Try me

An Introduction to You

There are two parts to the document of yourself. The first is who you think you are and who you have been. The second is who you think you’ll be and what is likely to make or break that outcome. Spoiler, this page is going to ask you to write. Twice. If you want to read, feel free to check out an essay on the second task, here.

1. Is your life guided by you?

This is not a philosophy prompt. It’s a question-mark in front of your living self. It is there your whole life, to be answered as clearly as you can as soon as you can. The best thing to do is to take a stab at it right now. Update, work on, revise it later if you like, but now is what’s important.

Take 20 minutes to produce 250 words.

Those words should say something about these questions:

  • Are you aware of who you are?
  • What you stand for?
  • If you were suddenly in a coma, what is it you would need your closest people to know?
  • Where do you come from?
  • What matters?

Whether your self is absolutely clear or not, now is a great time to take stock.

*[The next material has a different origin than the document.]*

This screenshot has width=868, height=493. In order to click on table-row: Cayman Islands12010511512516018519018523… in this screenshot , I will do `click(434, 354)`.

  1. Open any text editor, and watch the clock: 20 minutes.
  2. Have at it. Write 250 words, and if there’s time, edit them.
  3. Stop when 20 minutes of your life has passed. You’ve got other important things to do besides think.
  4. Save that document. It’s your life, however rough, or biased by what you just ate or thought you were going to do on the internet.

welcome to your life

Nothing is different. Except that you’ve just begun the process of identifying, and changing your life into whatever you want it to be.

The next step? Live some of your life.

Another day, revisit this 250 in another 20 minute session. Update it.

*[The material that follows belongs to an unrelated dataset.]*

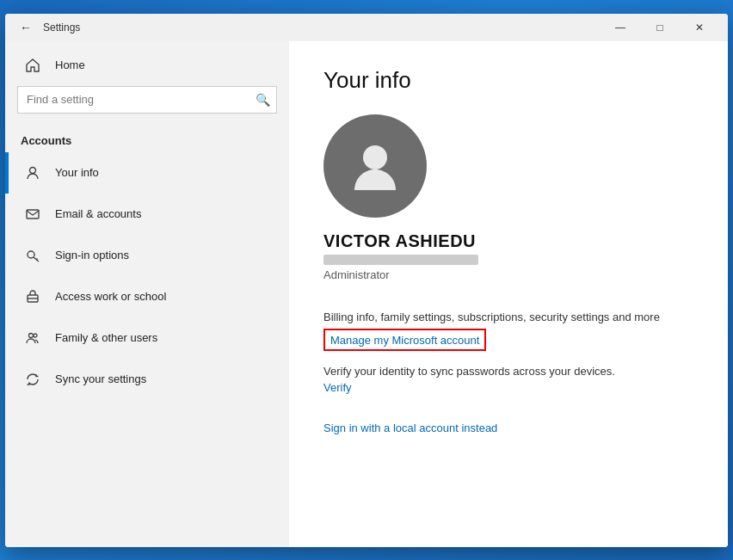 The image size is (733, 560). I want to click on briefcase-icon, so click(33, 297).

Notice what you thought the first time, and what you newly realize is important. You’re learning about yourself. You’re learning the difference between who you are before you started learning. You’re on the road to mastering the most important study of your life: yourself.

2. Bet your life

Where are you going? The last 250 words describe your life up until now, as if you died right in this moment and needed a summary. Now I want you to imagine the ideal outcome. You live a long healthy life. What happens in that life?

For a more elaborate introduction to this approach, check out the anecdotal essay, here.

I’ll spare you the fun plot-twists you’d get when we do this in a live session. Make sure your 250 words addresses three points:

  1. Your ideal outcome. A dream of who, where you are, and how you live.
  2. What you will do to change who you are now, in order to get there.
  3. Who you will be if you fail to get there, and what the most likely reason(s) is that cause you to fail.